Friday, April 27, 2018

“Torn Tethers”

"Torn Tethers"

   
    With sin came loss, the loss of innocence, the loss of relationship, the loss of place, and the loss of God's presence.

    "Therefore the LORD God sent him forth from the garden of Eden, to till the ground from whence he was taken. So He drove out the man; and he placed at the east of the garden of Eden cherubims, and a flaming sword which turned every way, to keep the way of the tree of life" (Genesis 3:23-24).

    Life will take much from us, sometimes inevitably, sometimes unnecessarily.  In many cases, great pain accompanies our farewell to things, opportunities, dreams, places, health, and most of all, people.  We will feel the void and emptiness that ensues, regardless of how well we know our Lord, or how decisively we trust and submit to Him.  The Lord Jesus Christ felt it on the cross of Calvary, His apostles testified to the sorrows of loss, and all the faithful saints of the ages and of the present would tell us that the Apostle Paul testified accurately when he confessed to being "sorrowful, yet always rejoicing" (II Corinthians 6:10).  Loss wounds us, often deeply, as tethers are torn when things or people leave us.  

    I think of God Himself whenever this subject comes to heart and mind.  He knows loss in far greater measure than any human heart will ever comprehend.  His sacrifice was voluntary, as He sent His beloved Son away from Heaven and unto a world that not recognize Him.  Humanity would ultimately reject Him to the degree of nailing Him to a cross of shame, agony, forsakenness, and death.  Moreover, Calvary would render the Lord Jesus stripped bare of His Father and the Holy Spirit's presence:  "My God, My God, why hast Thou forsaken Me?" (Matthew 27:46).  The Father also willingly and for our sake lost His Son by laying upon Him "the iniquity of us all," and then smiting Him with the full fury of His wrath against unrighteousness (Isaiah 53:6).  What would such sacrifice feel like in the hearts of eternal Beings so united that Three were always One, and the One would always be Three?  We cannot know.  We can only be sure that the real pain of our losses cannot begin to span the measure of what it meant when loss - again, for our sakes - invaded and pervaded the being of God with unimaginable sorrow.

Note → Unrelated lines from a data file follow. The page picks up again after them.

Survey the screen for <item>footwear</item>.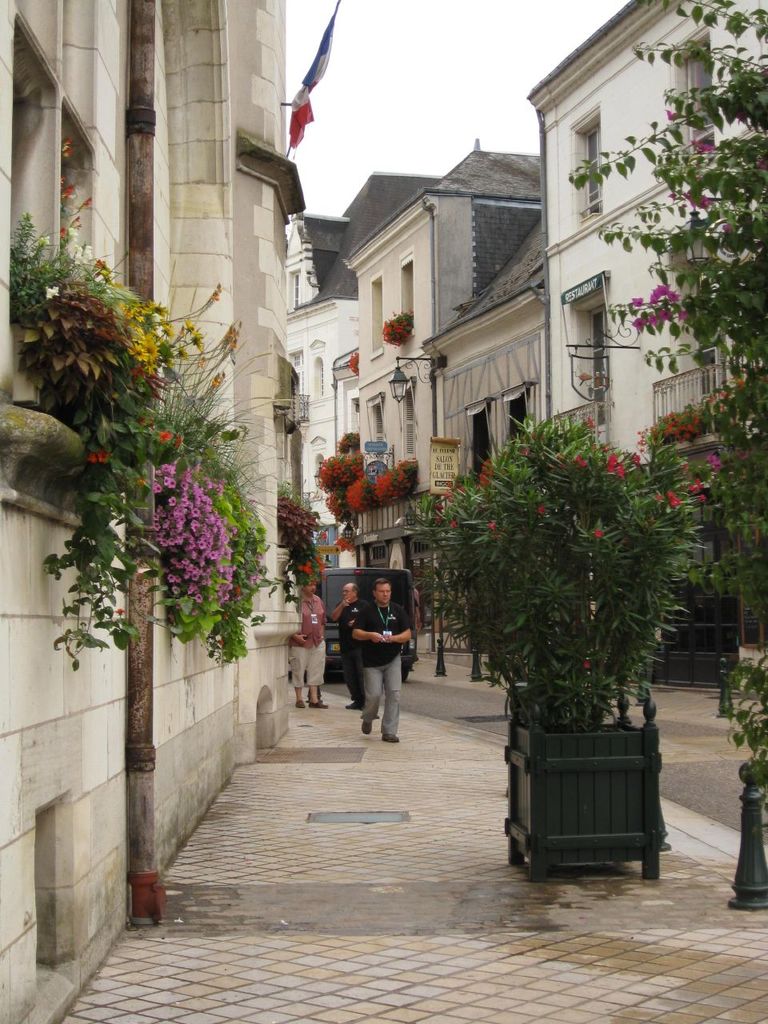
Survey found: left=374, top=730, right=402, bottom=742.
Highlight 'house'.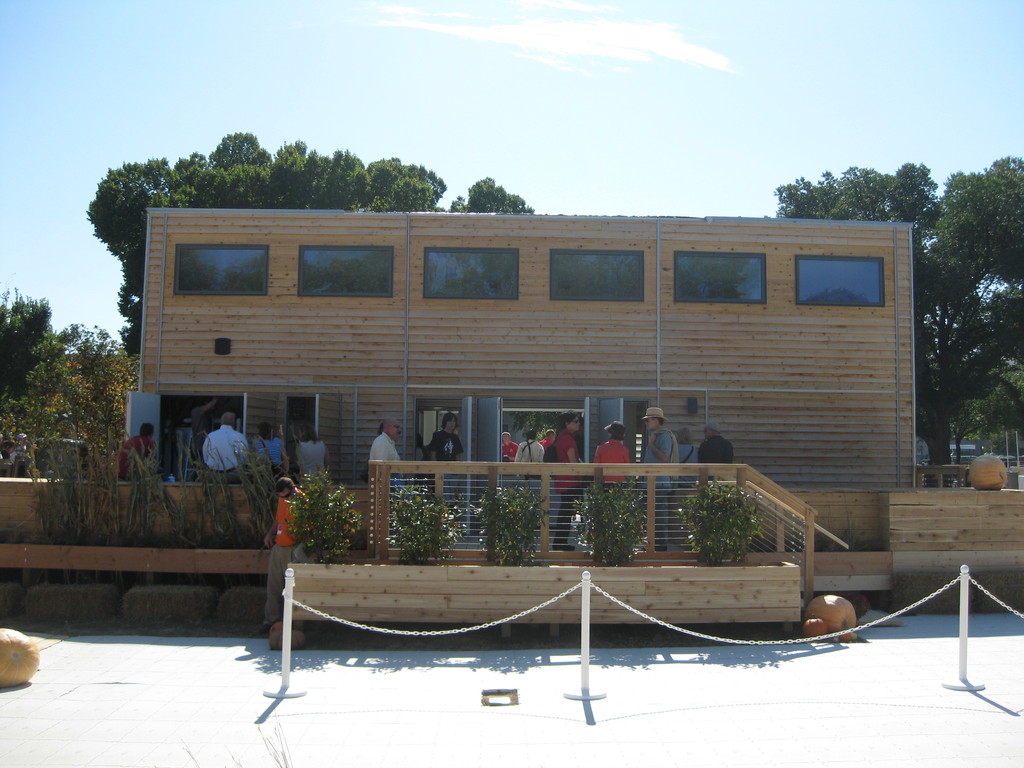
Highlighted region: left=145, top=164, right=957, bottom=580.
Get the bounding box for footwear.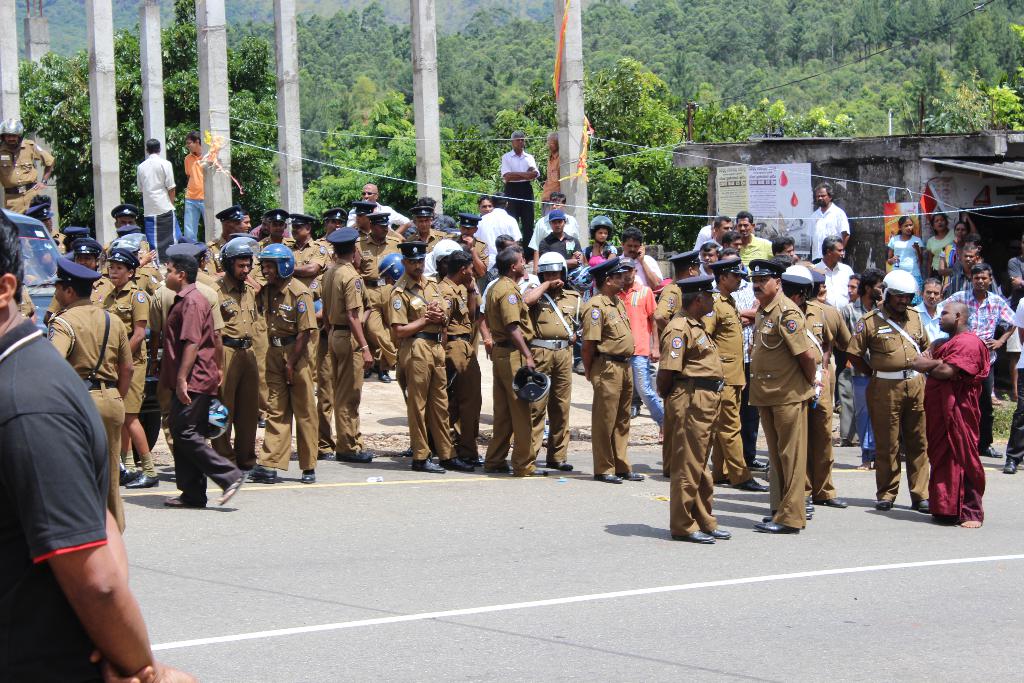
Rect(820, 494, 847, 506).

    When loss entered human experience, our Creator had already purposed that the same reality would enter the Divine experience.  Scripture depicts the Lord Jesus as "the Lamb slain from the foundation of the world" (Revelation 13:8).  Torn tethers characterize God's heart no less than our own, and actually, far more.  Far more.  Thus, during times of loss, we commit our hurting hearts to One who fully knows the pain we feel.  He knows.  He can also do something about it.  Scripture refers to the Holy Spirit as "the Comforter."  Paul affirmed our Lord as "the God of all comfort."  The writer of Hebrews declared the Lord Jesus to be our "merciful and faithful High Priest" whose throne of grace offers help "in time of need" (John 14:26; Hebrews 2:17; 4:16).  He is the Lord who chose to know loss in order be what we need Him to in be when the tethers of our hearts are torn.  We must believe this about Him because it is true, and because such awareness leads us to bring our hurting hearts to Him in time of loss.  Most importantly, we must know such Truth to be true because it reveals God's wondrous heart to us.  The Lord of love became the Lord of loss in order to save us from our sins, and to bind torn tethers based not only on the perfection of Divine wisdom, but also the mercy of Divine goodness.  He knows.  God knows loss, not only in principle, but in experience…

"He is… a man of sorrows, and acquainted with grief."
(Isaiah 53:3)

Weekly Memory Verse
     I will walk before the Lord in the land of the living.